Food Aid and Biofuels: The Effects of Biofuel Policies on Procurement and Delivery
Ryan Cardwell and
William Kerr
No 51705, 2009 Conference, August 16-22, 2009, Beijing, China from International Association of Agricultural Economists
Abstract:
The food-aid community almost unanimously condemns policies that encourage crop production for fuel. Both food-aid donors and recipients are concerned that biofuels will increase foodgrain prices and leave donors unable to meet commitments. The effects of biofuel-induced higher cereal prices on food-aid recipients are complicated functions of several factors, each of which must be considered in an analysis of the effects of biofuel policies. These factors include the level of biofuel-induced price increases, changes in relative commodity prices, donor-recipient relationships and the sources from which food aid is procured. This article analyses the effects of biofuel policies on the food-aid supply chain and concludes that the more reliant a recipient is on emergency (vs. programme and project) food aid, the smaller will be biofuel-related decreases in shipments. Also, the larger is the share of maize (relative to wheat and rice) in a recipients’ food-aid basket, the more detrimental will be the impact of higher foodgrain prices. Movements toward local and regional food-aid procurement are unlikely to significantly insulate food-aid shipments from biofuel-related price increases.
Keywords: Agricultural and Food Policy; Food Security and Poverty; International Development (search for similar items in EconPapers)
Pages: 18
Date: 2009
References: View complete reference list from CitEc
Citations:
Downloads: (external link)
https://ageconsearch.umn.edu/record/51705/files/Food%20Aid%20and%20Biofuels.pdf (application/pdf)
Related works:
This item may be available elsewhere in EconPapers: Search for items with the same title.
Export reference: BibTeX
RIS (EndNote, ProCite, RefMan)
HTML/Text
Persistent link: https://EconPapers.repec.org/RePEc:ags:iaae09:51705
DOI: 10.22004/ag.econ.51705
Access Statistics for this paper
More papers in 2009 Conference, August 16-22, 2009, Beijing, China from International Association of Agricultural Economists Contact information at EDIRC.
Bibliographic data for series maintained by AgEcon Search ().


### EXERCISE BRIEF
Each line in the entries that has the word "Image" has to be copied.

### THE RECORDS

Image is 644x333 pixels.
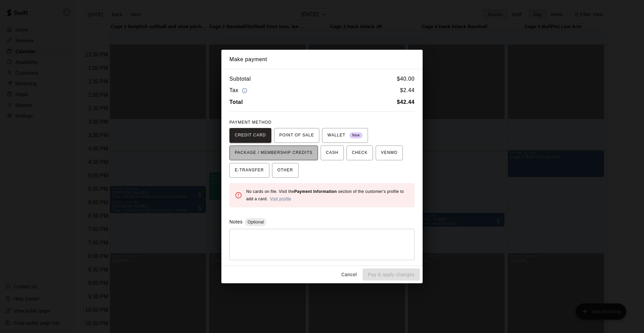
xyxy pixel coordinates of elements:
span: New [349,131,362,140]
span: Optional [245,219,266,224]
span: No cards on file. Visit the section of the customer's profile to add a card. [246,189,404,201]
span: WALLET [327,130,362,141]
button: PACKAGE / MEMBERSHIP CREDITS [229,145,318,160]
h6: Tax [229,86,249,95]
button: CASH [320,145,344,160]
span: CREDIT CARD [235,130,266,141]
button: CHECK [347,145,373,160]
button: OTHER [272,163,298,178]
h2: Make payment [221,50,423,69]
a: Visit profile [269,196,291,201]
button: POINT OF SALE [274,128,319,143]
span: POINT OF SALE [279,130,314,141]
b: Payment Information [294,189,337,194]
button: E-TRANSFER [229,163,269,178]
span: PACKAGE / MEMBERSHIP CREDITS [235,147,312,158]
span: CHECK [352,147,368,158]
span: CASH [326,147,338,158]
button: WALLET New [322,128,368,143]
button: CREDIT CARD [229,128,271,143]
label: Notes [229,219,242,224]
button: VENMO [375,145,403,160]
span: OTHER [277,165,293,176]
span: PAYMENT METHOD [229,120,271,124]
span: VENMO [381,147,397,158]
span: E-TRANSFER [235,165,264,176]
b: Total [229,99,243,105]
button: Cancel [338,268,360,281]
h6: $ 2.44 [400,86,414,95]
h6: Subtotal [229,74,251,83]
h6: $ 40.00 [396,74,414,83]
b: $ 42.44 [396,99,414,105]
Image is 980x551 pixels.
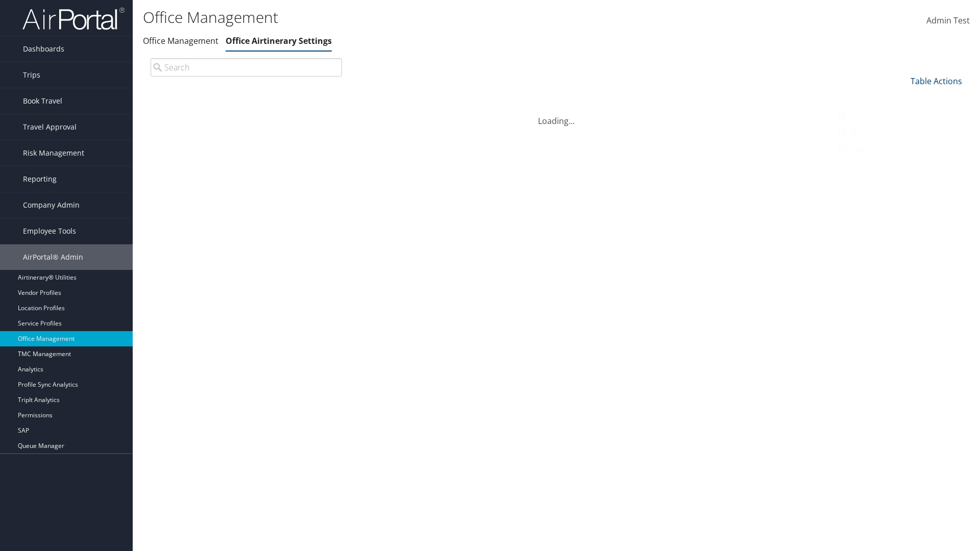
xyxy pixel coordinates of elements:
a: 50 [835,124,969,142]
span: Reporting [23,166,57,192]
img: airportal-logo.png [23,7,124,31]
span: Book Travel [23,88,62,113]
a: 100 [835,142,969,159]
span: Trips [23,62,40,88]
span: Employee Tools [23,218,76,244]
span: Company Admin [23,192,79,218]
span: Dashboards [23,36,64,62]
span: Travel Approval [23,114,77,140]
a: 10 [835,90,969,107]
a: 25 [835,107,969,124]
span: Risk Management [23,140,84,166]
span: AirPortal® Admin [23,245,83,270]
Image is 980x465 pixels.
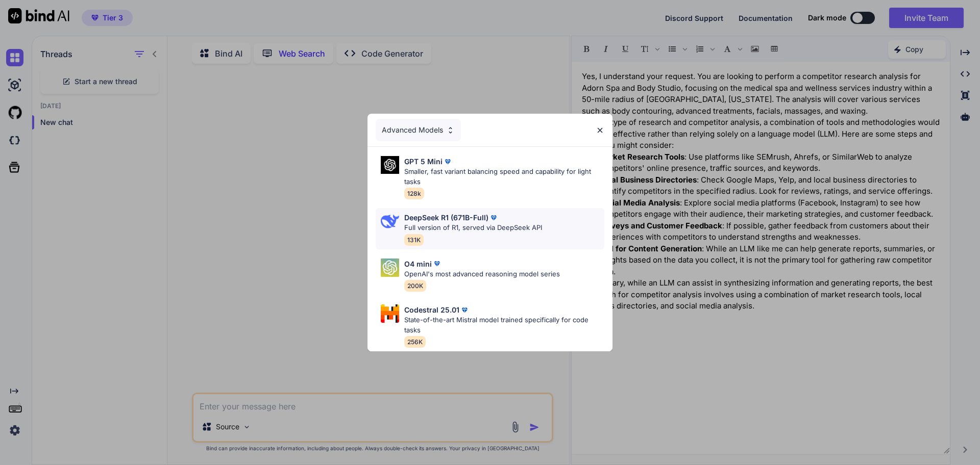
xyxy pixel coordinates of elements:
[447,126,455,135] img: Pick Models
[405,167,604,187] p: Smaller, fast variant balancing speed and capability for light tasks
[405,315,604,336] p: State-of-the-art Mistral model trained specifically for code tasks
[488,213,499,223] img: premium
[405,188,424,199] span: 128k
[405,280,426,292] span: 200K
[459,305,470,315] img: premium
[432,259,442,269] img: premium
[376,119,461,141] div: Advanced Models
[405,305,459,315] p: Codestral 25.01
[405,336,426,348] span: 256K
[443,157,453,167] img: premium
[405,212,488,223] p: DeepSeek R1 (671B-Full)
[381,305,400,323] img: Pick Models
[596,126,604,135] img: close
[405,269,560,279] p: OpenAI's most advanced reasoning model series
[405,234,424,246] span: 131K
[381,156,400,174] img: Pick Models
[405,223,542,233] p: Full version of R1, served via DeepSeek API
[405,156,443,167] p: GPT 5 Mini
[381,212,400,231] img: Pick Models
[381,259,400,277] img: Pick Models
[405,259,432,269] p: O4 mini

---

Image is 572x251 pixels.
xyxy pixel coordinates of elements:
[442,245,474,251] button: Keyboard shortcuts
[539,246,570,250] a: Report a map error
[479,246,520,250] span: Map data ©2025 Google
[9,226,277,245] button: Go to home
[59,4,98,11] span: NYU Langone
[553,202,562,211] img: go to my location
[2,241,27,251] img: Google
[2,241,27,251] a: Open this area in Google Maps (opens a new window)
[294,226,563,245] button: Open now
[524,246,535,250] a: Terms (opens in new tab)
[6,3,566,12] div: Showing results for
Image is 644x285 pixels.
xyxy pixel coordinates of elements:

### WRITTEN REPLY
Image is 644x333 pixels.
Image is 980x551 pixels.
Image is 980x465 pixels.
Image is 572x251 pixels.
Image is 644x285 pixels.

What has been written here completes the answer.